▸ **Description of the task**
The required answer is an exact copy of every line from the beginning of the entries through the line with "The image size is (562, 728).", with all pictures omitted.

======== Material to process

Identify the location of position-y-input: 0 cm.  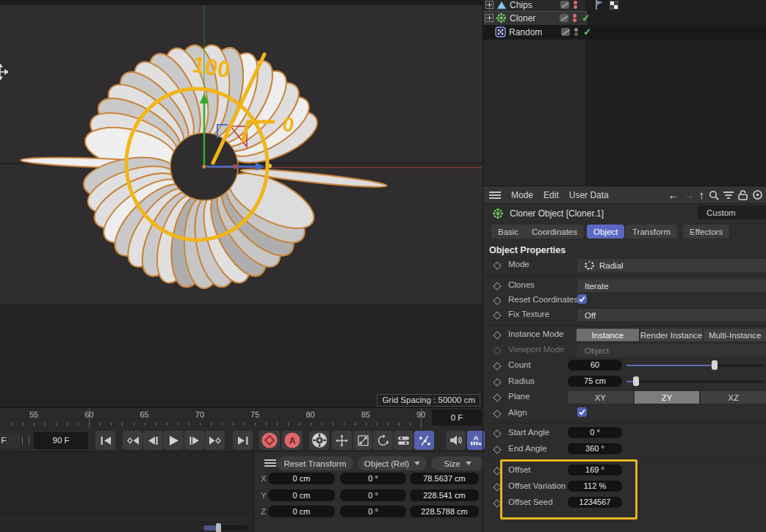
(301, 495).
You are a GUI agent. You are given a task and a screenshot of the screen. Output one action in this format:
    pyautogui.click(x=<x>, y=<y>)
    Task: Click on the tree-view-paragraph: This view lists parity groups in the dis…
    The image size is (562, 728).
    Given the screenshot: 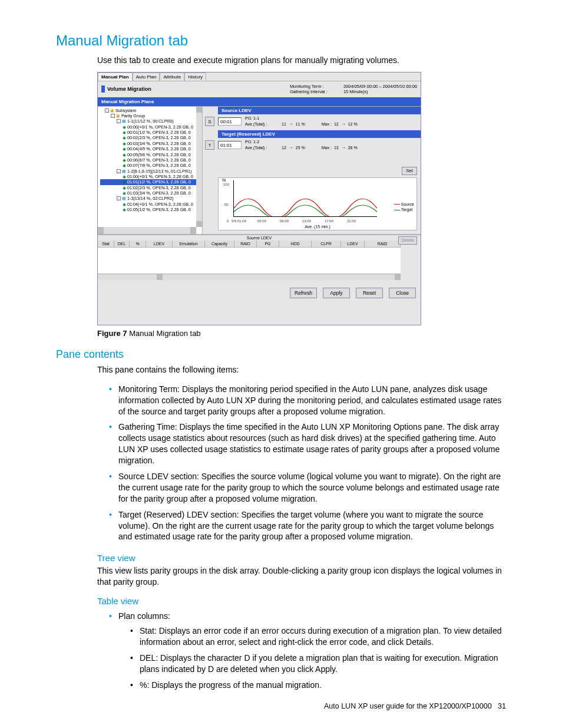 What is the action you would take?
    pyautogui.click(x=302, y=577)
    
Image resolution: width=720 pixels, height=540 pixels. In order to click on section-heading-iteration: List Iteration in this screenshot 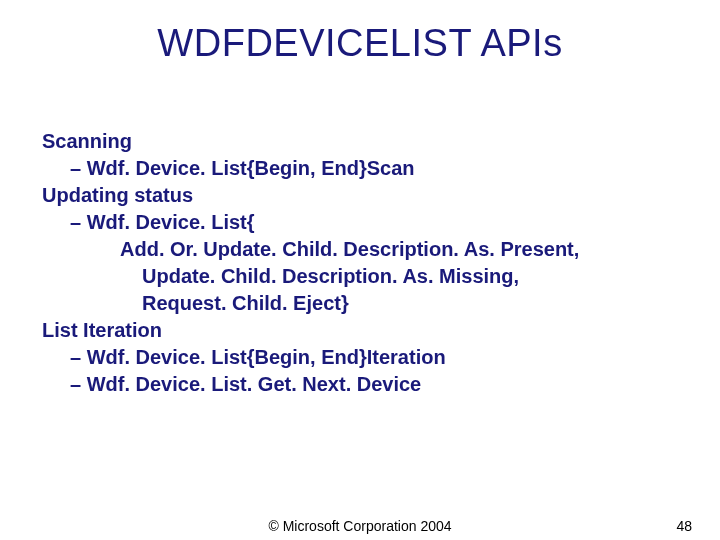, I will do `click(360, 330)`.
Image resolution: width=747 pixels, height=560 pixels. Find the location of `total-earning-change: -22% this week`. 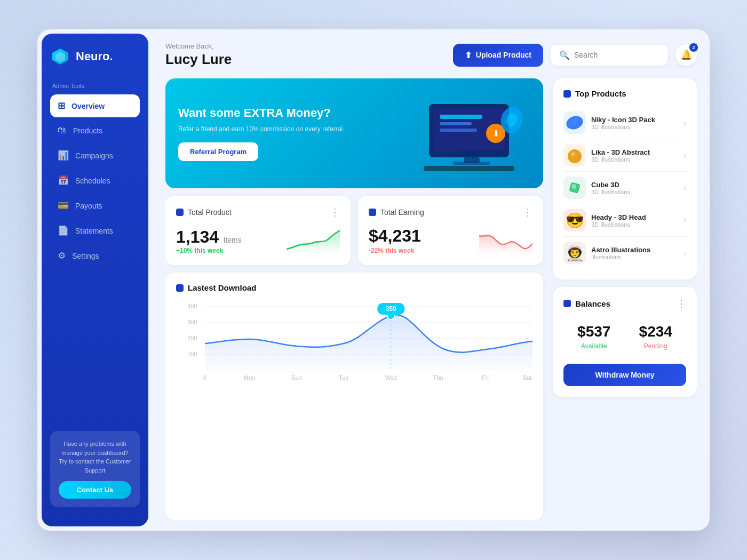

total-earning-change: -22% this week is located at coordinates (395, 251).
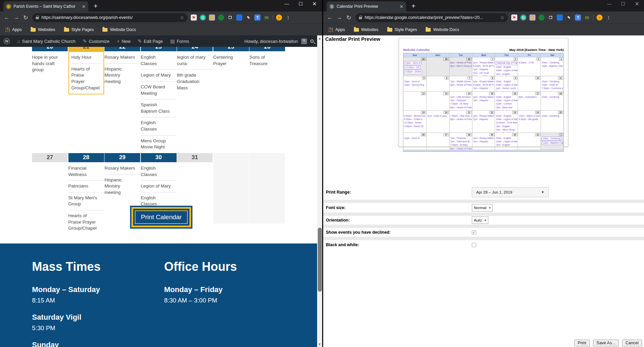  Describe the element at coordinates (180, 41) in the screenshot. I see `admin-forms: ▤ Forms` at that location.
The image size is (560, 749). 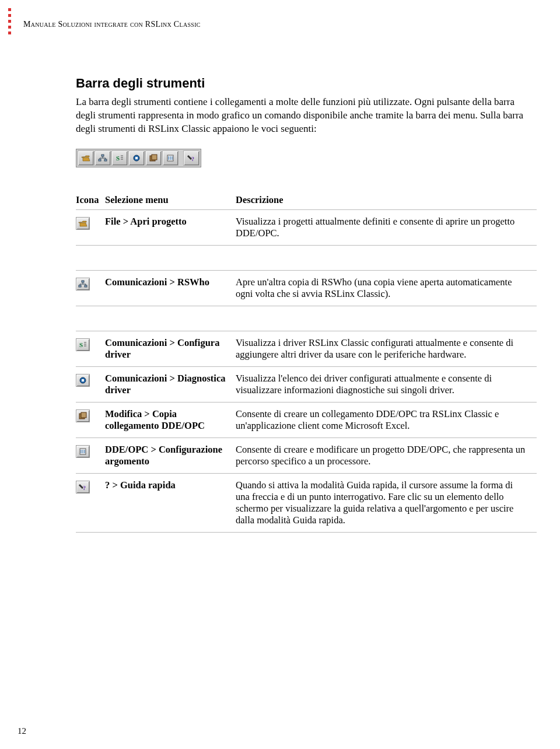 I want to click on menu-path: ? > Guida rapida, so click(x=170, y=503).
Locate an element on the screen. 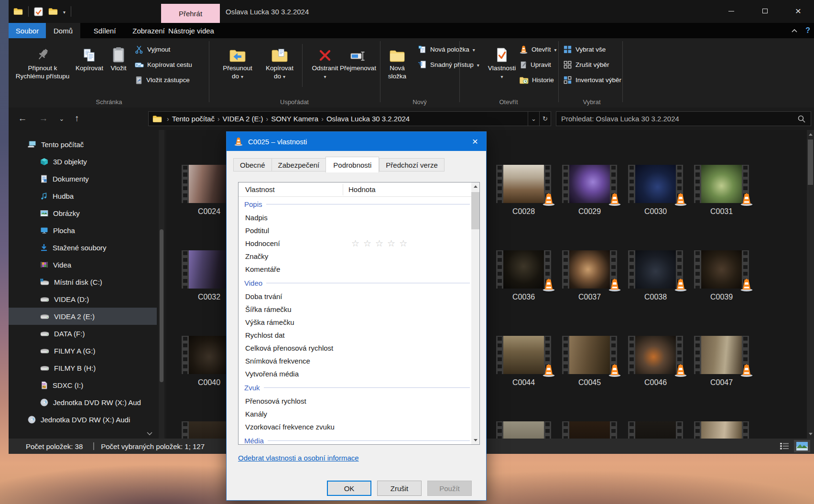 The image size is (814, 504). edit-button: Upravit is located at coordinates (535, 64).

================

▸ **Exercise result**
Identify the location of position-y-input: 0 cm.  
(301, 495).
You are a GUI agent. You are given a task and a screenshot of the screen. Output one action in this format:
    pyautogui.click(x=<x>, y=<y>)
    Task: Click on the tree-view-paragraph: This view lists parity groups in the dis…
    The image size is (562, 728).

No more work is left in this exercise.